Each Hack describes a phenomenon and gives an explanation of the psychology and neuroscience behind it. The demonstration will either make you go "wow" or it will make you go "I always noticed that - but I thought it was just me". Did you know that you spend 90 minutes of your waking day functionally blind (because visual input is cut off when your eyes move)? That you can improve your muscle strength by mental exercise alone? That preventing someone talking to themselves can stop them being able to combine information from different senses? Would you like to know why you're good with faces but not with names? Why you have a favourite coffee cup or why it is easier to listen to someone if you are wearing your glasses? The book lets you understand why these things happens, what they mean about our brain, and how they connect to the rest of our everyday lives. We had great fun writing the book, and some fantastic contributors. It is ram-packed full of tit-bits, information-nuggets, links and references for following things up. Come and visit us at mindhacks.com to get a taster.
- Tom & Matt
Customer Reviews
Informative and, more importantly, fun!
I've only just finished reading it, but I have a feeling this will be one of those books that you keep coming back to. There's a lot of scope for flicking through and reading bits that catch your eye.
A lot of this is down to the layout - within each section the points are made in short "hacks", each one capturing a particular trick of the mind to reveal the (occasionally hackish) way it works.
If an optical illusion can trick us into thinking that two identical objects are different sizes, why do our hands know the right size when they go to pick one up? This is one of the hacks, and it proves that visual information is processed on two paths - the motor control is happening before the processing of context. Or does it? Many of the hacks raise questions which have not been settled, so readers can explore the controversy for themselves.
The authors have an infectious enthusiasm for the subject which is manifest in a lot of links and supplementary reading (as well as a blog). It's certainly a good idea to have the internet accessible to you while you read so you can look up the demos they link to, or you'll find your copy overflowing with bookmarks like I did.
Two minor notes of caution - not all of the hacks are tricks that you can actually try out. Especially at the beginning of the book many of them are textbook information presented in the "hacks" style. This is a fun book, but the science is there as well so be prepared for it! The other potential irritation is that, because the hacks are designed to stand on their own, the book can feel a bit repetitive if you try to read it cover to cover.
Overall, though, an excellent roadtrip through the workings of the mind, with plenty of opportunity for picking up party tricks along the way. There'll even be some serious lessons for anyone interested in the way senses are processed for interface design etc.
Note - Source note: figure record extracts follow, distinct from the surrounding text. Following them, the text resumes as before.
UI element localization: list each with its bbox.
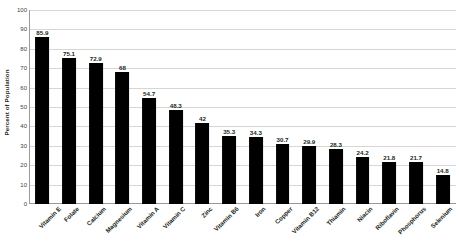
bar-value-label: 21.7	[410, 154, 422, 161]
y-tick-label: 50	[20, 104, 27, 110]
bar[interactable]	[89, 63, 103, 204]
bar-group[interactable]: 42	[189, 10, 216, 204]
bar[interactable]	[409, 162, 423, 204]
y-tick-label: 90	[20, 26, 27, 32]
bar[interactable]	[329, 149, 343, 204]
bar-value-label: 24.2	[357, 149, 369, 156]
bar-group[interactable]: 21.7	[403, 10, 430, 204]
bar-group[interactable]: 54.7	[136, 10, 163, 204]
bar-value-label: 28.3	[330, 141, 342, 148]
x-axis-label: Selenium	[29, 205, 449, 212]
bar[interactable]	[302, 146, 316, 204]
bar-value-label: 54.7	[143, 90, 155, 97]
bar-value-label: 48.3	[170, 102, 182, 109]
bar[interactable]	[249, 137, 263, 204]
bar-value-label: 72.9	[90, 55, 102, 62]
bar[interactable]	[276, 144, 290, 204]
bar-value-label: 75.1	[63, 50, 75, 57]
bar-group[interactable]: 29.9	[296, 10, 323, 204]
bar[interactable]	[142, 98, 156, 204]
bar[interactable]	[436, 175, 450, 204]
bar-group[interactable]: 72.9	[82, 10, 109, 204]
bar-group[interactable]: 30.7	[269, 10, 296, 204]
x-axis-label-text: Selenium	[429, 205, 453, 229]
bar-value-label: 21.8	[383, 154, 395, 161]
bar-value-label: 14.8	[437, 167, 449, 174]
y-tick-label: 0	[24, 201, 27, 207]
bar-chart: Percent of Population 100908070605040302…	[0, 0, 459, 251]
bar-group[interactable]: 24.2	[349, 10, 376, 204]
bar[interactable]	[356, 157, 370, 204]
y-tick-label: 80	[20, 46, 27, 52]
y-axis-tick-labels: 1009080706050403020100	[10, 0, 28, 204]
y-tick-label: 20	[20, 162, 27, 168]
bar[interactable]	[115, 72, 129, 204]
bar-group[interactable]: 28.3	[323, 10, 350, 204]
bar-group[interactable]: 75.1	[56, 10, 83, 204]
x-axis-category-labels: Vitamin EFolateCalciumMagnesiumVitamin A…	[29, 205, 456, 251]
bar-group[interactable]: 35.3	[216, 10, 243, 204]
plot-area: 85.975.172.96854.748.34235.334.330.729.9…	[29, 10, 456, 204]
bar-value-label: 34.3	[250, 129, 262, 136]
bar-value-label: 29.9	[303, 138, 315, 145]
bar[interactable]	[169, 110, 183, 204]
y-tick-label: 100	[17, 7, 27, 13]
bar-value-label: 68	[119, 64, 126, 71]
bar-group[interactable]: 14.8	[429, 10, 456, 204]
y-tick-label: 40	[20, 123, 27, 129]
y-axis-title-text: Percent of Population	[3, 69, 10, 135]
bar-group[interactable]: 85.9	[29, 10, 56, 204]
bar[interactable]	[382, 162, 396, 204]
bar-group[interactable]: 34.3	[243, 10, 270, 204]
bar-value-label: 85.9	[36, 29, 48, 36]
bar[interactable]	[222, 136, 236, 204]
bar-value-label: 42	[199, 115, 206, 122]
bars-layer: 85.975.172.96854.748.34235.334.330.729.9…	[29, 10, 456, 204]
y-tick-label: 30	[20, 143, 27, 149]
bar-value-label: 30.7	[277, 136, 289, 143]
bar-group[interactable]: 68	[109, 10, 136, 204]
y-tick-label: 70	[20, 65, 27, 71]
bar[interactable]	[62, 58, 76, 204]
y-tick-label: 10	[20, 182, 27, 188]
bar-group[interactable]: 21.8	[376, 10, 403, 204]
bar-value-label: 35.3	[223, 128, 235, 135]
y-tick-label: 60	[20, 85, 27, 91]
bar[interactable]	[35, 37, 49, 204]
bar-group[interactable]: 48.3	[162, 10, 189, 204]
bar[interactable]	[196, 123, 210, 204]
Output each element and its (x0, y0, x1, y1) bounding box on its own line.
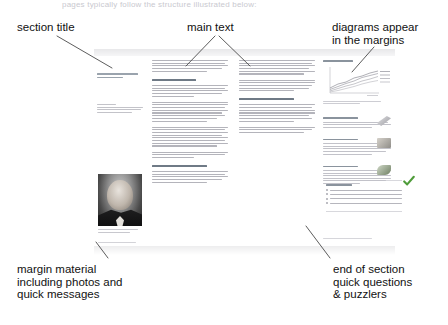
section-title-block (97, 73, 145, 78)
paragraph (152, 152, 228, 158)
paragraph (239, 60, 315, 75)
photo-face (107, 180, 133, 210)
left-margin-footer (98, 242, 142, 245)
chart-caption (323, 101, 391, 105)
main-column-right (239, 60, 315, 138)
subheading (152, 79, 196, 81)
chart-title-rule (323, 60, 353, 62)
right-margin-footer (323, 238, 391, 241)
paragraph (152, 60, 228, 72)
list-item (326, 198, 402, 200)
leaf-icon (377, 165, 391, 175)
annotation-diagrams-in-margins: diagrams appear in the margins (332, 21, 418, 46)
chart-plot (323, 65, 391, 99)
photo-caption (98, 229, 142, 234)
paragraph (152, 127, 228, 147)
page-top-shadow (94, 49, 395, 56)
annotation-main-text: main text (187, 21, 234, 34)
annotation-section-title: section title (17, 21, 75, 34)
photo-thumb (377, 138, 391, 148)
document-page-preview (94, 49, 395, 249)
main-column-left (152, 60, 228, 188)
annotation-end-of-section: end of section quick questions & puzzler… (333, 263, 412, 301)
module-heading (323, 166, 358, 168)
annotation-margin-material: margin material including photos and qui… (17, 263, 123, 301)
series-a (330, 71, 378, 88)
margin-module (323, 117, 391, 128)
left-margin-column (97, 60, 145, 115)
paragraph (239, 127, 315, 133)
margin-photo (98, 174, 142, 226)
chart-legend (380, 71, 390, 83)
right-margin-column (323, 60, 391, 195)
paragraph (152, 171, 228, 183)
paragraph (152, 85, 228, 97)
subheading (152, 165, 207, 167)
list-item (326, 202, 402, 204)
series-d (330, 80, 378, 92)
series-c (330, 76, 378, 91)
bullet-icon (326, 198, 328, 200)
module-heading (323, 139, 358, 141)
paragraph (239, 80, 315, 92)
figure-canvas: pages typically follow the structure ill… (0, 0, 448, 325)
paragraph (239, 104, 315, 121)
margin-module (323, 166, 391, 184)
page-bottom-shadow (94, 246, 395, 255)
margin-module (323, 139, 391, 155)
check-icon (403, 175, 415, 187)
bullet-icon (326, 202, 328, 204)
module-heading (323, 117, 358, 119)
quick-message-block (97, 104, 145, 113)
x-axis-label-rule (367, 95, 378, 96)
paragraph (152, 102, 228, 122)
subheading (239, 98, 294, 100)
cropped-caption-line: pages typically follow the structure ill… (62, 0, 352, 9)
margin-line-chart (323, 60, 391, 108)
page-content (94, 56, 395, 242)
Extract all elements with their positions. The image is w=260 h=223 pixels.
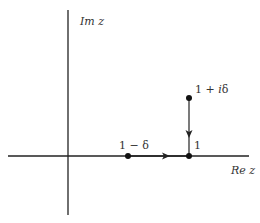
point-one-minus-delta	[125, 153, 131, 159]
label-re-z: Re z	[230, 164, 255, 177]
point-one-plus-i-delta	[186, 95, 192, 101]
label-one: 1	[194, 139, 201, 152]
label-one-plus-i-delta: 1 + iδ	[195, 83, 229, 96]
label-one-minus-delta: 1 − δ	[119, 139, 149, 152]
label-im-z: Im z	[79, 15, 104, 28]
complex-plane-diagram: Im z Re z 1 − δ 1 1 + iδ	[0, 0, 260, 223]
point-one	[186, 153, 192, 159]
I can thoroughly recommend this book for anyone who is interested in how the mind works.
Great read
Not particularly great in terms of giving 'tips and tricks', but still an awesome book if you're into the way the brain works.
Very good. though the lingo can put you off.
Okay first off I must congratluate the Authors and those that helped them with building this archive of short cuts that the mind takes to create a imige of the world.
Though there are a few things, if you arnt fammiler with Psychology or the layout of the brain, your likly to become confused, but its quite possible to get your head round it, all in all, exceeltent work. but not desighed for the person who is just starting out on Psychology/psychiartry studys.